Foreign suppliers may have been uninterested in supplying the Ethiopian cotton market, but this did little to dissuade a federal agency from pushing further. The Ethiopian Industrial Inputs Development Enterprise (EIIDE) has dispatched invitations to suppliers last week, stating its interest to buy 10,000tn of cotton.

The move comes following a failed attempt to buy the same volume last month. The Enterprise had wanted to buy 4,000tn of low- and high-quality and 6,000tn of medium-quality cotton. Although 15 suppliers bought the bid documents, only one showed up on January 25, 2022. It was forced to comply with public procurement laws, which proscribe public bids retendered when a single bidder appears.

Officials of the Enterprise have decided to give it another go, inviting 30 suppliers for a rebid scheduled to be opened at the end of March. Half these companies are those that bought the bid documents last month. Others were selected from a list of potential suppliers in a catalogue prepared by the Ethiopian Textile Industry Development Institute (ETIDI).

"If we're unable to procure [through the bid], the Enterprise will resort to direct procurement,” Endeshaw Legesse, director of industrial inputs procurement at the Enterprise, told Fortune.

Endeshaw attributes the lack of interest from suppliers to fluctuations in international cotton prices.


"They can't predict prices for the coming months," he said. "They aren't enthusiastic."

The cotton is to be distributed to 15 large textile industries and one wool factory after the Institute found a supply gap of 16,000tn. The textile industry requires an average of 55,000tns annually. Domestic production is expected to fulfil only 60pc of the demand this year, disclosed Mesele Mekuria, deputy head of the Institute.

The industry comprises 200 medium and large garment and textile factories and 3,000 small and micro-enterprises. The Institute has allowed six textile factories to import cotton for the last four years, giving them the nod to buy what they demand from overseas markets.

Bahir Dar Textile Factory is the largest of these textile plants, with the capacity to process 30,000tn of cotton a year. It sources cotton from commercial farms in the north and central Gonder areas of the Amhara Regional State but has struggled with shortages lately. Due to the shortfall, its plant was shut down for over a month, keeping 1,300 employees on its payroll. Established in 1961, the factory can produce 82,000sqm of fabric and 10,000 pairs of bed sheets a day. It uses 40pc of its capacity.


“The factory is unable to import on its own due to forex shortages,” said Mengistu Aregaw, chief executive officer (CEO).


Federal government officials consider the textile industry a priority sector in the country's industrial policy. Although Ethiopia has comparative advantages in terms of low labour costs, cheap inputs, and proximity to international markets, the textile sector has yet to realise its full potential. The federal government targeted to generate one billion dollars from textile exports by the end of 2015/16, but performances have fallen far short of the expectations. Last year, textiles generated 130 million dollars in export revenues.

A major hurdle is the lack of cotton, the most widely used raw material among garment and textile factories. Despite the availability of roughly three million hectares of suitable land, less than 100,000hct is cultivated annually.

Abera Rechi (PhD), an associate professor and director of the Ethiopian Institute of Textile & Fashion Technology under Bahir Dar University, worries that without creating strong integration in the cotton value chain, it will be difficult for both growers and textile factories to survive.

“Creating backward- and-forward linkages in the supply chain is essential," he said.

Abera believes encouraging such relationships would increase supply from cotton growers. The cotton supply gap has been created mainly due to security issues in Afar Regional State, the country's principal cotton-growing area. Cotton plantations in the region account for 80pc of domestic supply. Floods damaged part of the harvest two years ago, and the civil war in the north has cast a grim shadow on growers in the region for over a year now.


Farmland covered by cotton shrank 60pc to 40,000hct over the past five years, according to Melaku Telake, head of the Ethiopian Cotton Producers, Ginners & Exporters Association. Over the last few years, he saw cotton growers shift to sesame production due to the high cost of production, declining demand and lower revenues associated with cotton.

“Cotton production is laborious while there's a large market for sesame,” he said. “The shortfall in pesticides brought on by forex shortages has also exacerbated the situation.”

Security issues in Gambella and Benishangul-Gumuz regional states, other lowland regions where cotton grows, share the blame for falling productivity.

Mengistu, the CEO, says intermediaries are also an issue.

"They create artificial shortages," he told Fortune. "They hoard."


▸ **Exercise directions**: Look below for the line containing "What do you see at coordinates (362, 221)" and the line containing "What do you see at coordinates (196, 252)"; repeat exactly those two lines and all lines between them, and nothing else.

BEGIN Exercise data

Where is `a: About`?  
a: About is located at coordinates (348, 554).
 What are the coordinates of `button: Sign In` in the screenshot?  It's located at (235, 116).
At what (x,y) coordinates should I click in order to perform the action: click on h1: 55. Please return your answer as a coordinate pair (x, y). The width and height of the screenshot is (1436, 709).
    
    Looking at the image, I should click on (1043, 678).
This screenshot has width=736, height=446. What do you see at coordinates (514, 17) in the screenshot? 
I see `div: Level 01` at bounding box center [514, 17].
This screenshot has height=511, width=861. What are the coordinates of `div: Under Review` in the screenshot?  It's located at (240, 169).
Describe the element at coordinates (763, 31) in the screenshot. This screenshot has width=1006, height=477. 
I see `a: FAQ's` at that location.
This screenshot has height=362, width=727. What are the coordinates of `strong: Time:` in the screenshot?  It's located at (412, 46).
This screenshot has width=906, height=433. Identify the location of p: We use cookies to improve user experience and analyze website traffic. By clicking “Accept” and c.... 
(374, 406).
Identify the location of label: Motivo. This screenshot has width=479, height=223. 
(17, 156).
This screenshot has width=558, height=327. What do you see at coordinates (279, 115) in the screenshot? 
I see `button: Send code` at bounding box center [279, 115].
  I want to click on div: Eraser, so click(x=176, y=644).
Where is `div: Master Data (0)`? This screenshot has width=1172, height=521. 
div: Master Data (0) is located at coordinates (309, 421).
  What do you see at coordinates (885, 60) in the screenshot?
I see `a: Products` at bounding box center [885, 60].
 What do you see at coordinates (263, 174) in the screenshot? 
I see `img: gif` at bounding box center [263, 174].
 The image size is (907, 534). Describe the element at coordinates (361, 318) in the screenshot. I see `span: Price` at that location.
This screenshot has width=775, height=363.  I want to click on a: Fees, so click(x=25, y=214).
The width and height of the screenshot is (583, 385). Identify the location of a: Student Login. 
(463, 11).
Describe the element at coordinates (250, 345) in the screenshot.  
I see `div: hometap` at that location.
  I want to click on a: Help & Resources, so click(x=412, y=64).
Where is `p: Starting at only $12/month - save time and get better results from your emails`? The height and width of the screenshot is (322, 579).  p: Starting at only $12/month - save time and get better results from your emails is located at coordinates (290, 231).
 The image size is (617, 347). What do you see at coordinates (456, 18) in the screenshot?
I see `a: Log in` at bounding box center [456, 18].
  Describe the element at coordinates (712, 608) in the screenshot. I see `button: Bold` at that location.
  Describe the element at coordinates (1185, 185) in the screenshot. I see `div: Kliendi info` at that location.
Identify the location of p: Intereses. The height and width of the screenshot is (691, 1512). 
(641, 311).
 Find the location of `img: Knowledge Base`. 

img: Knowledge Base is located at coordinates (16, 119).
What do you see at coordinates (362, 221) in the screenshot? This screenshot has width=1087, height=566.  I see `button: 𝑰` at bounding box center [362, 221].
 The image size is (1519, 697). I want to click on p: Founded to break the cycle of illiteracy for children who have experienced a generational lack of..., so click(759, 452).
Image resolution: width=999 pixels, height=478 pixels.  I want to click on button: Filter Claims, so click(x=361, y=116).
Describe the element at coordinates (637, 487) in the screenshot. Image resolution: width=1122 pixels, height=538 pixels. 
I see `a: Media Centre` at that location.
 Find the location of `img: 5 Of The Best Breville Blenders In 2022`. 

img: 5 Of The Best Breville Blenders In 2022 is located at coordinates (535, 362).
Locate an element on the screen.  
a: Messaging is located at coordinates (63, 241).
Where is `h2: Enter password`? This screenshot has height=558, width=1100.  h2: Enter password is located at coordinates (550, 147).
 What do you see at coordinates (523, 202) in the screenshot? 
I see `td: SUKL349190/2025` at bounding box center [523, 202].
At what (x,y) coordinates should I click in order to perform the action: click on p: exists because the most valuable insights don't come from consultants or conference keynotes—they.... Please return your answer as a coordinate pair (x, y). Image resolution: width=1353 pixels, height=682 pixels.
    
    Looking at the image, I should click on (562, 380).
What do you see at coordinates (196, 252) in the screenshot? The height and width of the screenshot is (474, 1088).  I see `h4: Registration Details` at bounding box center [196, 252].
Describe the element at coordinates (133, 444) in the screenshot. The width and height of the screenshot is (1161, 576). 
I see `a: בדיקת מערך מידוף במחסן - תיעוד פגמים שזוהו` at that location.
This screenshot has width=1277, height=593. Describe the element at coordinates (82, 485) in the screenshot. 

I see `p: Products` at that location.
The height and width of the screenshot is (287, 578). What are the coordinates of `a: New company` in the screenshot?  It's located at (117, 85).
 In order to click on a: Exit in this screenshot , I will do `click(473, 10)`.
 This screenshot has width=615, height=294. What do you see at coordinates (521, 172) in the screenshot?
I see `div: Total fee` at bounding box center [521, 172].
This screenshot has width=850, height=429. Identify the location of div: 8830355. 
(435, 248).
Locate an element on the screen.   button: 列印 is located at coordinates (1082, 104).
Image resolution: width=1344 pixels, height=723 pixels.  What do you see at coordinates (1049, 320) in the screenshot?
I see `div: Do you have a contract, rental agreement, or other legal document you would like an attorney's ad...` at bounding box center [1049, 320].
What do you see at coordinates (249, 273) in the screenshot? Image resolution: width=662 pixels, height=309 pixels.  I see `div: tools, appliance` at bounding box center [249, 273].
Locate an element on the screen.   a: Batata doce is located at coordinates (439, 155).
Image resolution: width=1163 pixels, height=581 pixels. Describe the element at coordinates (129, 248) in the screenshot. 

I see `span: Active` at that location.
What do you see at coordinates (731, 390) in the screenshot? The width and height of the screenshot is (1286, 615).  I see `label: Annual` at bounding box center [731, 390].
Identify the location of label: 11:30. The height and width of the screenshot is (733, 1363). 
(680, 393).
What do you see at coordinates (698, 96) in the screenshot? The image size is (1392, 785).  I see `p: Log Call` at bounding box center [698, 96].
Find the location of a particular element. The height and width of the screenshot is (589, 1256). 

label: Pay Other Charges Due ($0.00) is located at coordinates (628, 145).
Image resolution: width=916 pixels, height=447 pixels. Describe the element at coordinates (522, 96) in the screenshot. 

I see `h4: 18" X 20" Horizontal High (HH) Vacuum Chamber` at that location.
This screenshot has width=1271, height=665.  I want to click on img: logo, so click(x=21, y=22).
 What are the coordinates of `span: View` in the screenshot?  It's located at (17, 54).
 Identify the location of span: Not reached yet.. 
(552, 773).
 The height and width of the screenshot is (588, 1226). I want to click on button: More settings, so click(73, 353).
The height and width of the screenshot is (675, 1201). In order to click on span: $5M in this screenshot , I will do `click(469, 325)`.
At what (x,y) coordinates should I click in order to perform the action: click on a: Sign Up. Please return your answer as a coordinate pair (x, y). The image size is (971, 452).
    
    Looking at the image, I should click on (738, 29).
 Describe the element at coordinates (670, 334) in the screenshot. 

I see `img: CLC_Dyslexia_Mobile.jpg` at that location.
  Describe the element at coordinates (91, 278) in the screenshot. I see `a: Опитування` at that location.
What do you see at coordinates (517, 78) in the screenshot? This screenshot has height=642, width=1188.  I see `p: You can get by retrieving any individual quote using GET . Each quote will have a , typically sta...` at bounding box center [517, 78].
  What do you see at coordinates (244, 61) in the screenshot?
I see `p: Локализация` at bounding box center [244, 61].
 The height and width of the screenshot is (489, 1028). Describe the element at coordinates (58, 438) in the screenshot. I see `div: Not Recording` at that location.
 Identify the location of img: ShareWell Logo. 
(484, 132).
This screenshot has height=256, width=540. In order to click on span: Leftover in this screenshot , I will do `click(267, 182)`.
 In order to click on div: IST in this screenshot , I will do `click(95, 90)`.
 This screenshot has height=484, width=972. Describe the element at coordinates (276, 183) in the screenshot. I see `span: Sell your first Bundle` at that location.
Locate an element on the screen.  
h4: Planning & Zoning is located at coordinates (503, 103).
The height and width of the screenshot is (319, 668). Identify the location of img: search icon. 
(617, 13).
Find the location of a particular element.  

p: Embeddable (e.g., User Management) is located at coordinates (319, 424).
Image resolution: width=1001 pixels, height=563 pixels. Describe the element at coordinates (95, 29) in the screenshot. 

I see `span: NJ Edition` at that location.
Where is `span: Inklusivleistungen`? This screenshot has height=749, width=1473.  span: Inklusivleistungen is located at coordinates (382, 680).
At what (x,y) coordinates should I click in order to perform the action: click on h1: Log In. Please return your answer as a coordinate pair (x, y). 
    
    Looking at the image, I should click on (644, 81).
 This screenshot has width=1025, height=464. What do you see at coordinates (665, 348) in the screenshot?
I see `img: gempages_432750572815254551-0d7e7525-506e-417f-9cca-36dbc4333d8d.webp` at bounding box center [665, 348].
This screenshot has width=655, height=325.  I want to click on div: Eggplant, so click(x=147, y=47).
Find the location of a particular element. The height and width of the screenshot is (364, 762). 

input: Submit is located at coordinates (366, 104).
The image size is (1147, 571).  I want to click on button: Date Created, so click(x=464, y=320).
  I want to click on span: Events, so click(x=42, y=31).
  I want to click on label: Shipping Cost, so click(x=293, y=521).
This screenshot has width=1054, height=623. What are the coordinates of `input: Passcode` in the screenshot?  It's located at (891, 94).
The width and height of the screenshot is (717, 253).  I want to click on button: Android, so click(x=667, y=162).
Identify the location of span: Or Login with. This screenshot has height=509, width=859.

END Exercise data

▸ **Result of this exercise**:
What do you see at coordinates (362, 221) in the screenshot? This screenshot has width=1087, height=566.  I see `button: 𝑰` at bounding box center [362, 221].
 The image size is (1519, 697). I want to click on p: Founded to break the cycle of illiteracy for children who have experienced a generational lack of..., so click(759, 452).
Image resolution: width=999 pixels, height=478 pixels.  I want to click on button: Filter Claims, so click(x=361, y=116).
Describe the element at coordinates (637, 487) in the screenshot. Image resolution: width=1122 pixels, height=538 pixels. 
I see `a: Media Centre` at that location.
 Find the location of `img: 5 Of The Best Breville Blenders In 2022`. 

img: 5 Of The Best Breville Blenders In 2022 is located at coordinates (535, 362).
Locate an element on the screen.  
a: Messaging is located at coordinates (63, 241).
Where is `h2: Enter password`? This screenshot has height=558, width=1100.  h2: Enter password is located at coordinates (550, 147).
 What do you see at coordinates (523, 202) in the screenshot? 
I see `td: SUKL349190/2025` at bounding box center [523, 202].
At what (x,y) coordinates should I click in order to perform the action: click on p: exists because the most valuable insights don't come from consultants or conference keynotes—they.... Please return your answer as a coordinate pair (x, y). Image resolution: width=1353 pixels, height=682 pixels.
    
    Looking at the image, I should click on (562, 380).
What do you see at coordinates (196, 252) in the screenshot? The height and width of the screenshot is (474, 1088).  I see `h4: Registration Details` at bounding box center [196, 252].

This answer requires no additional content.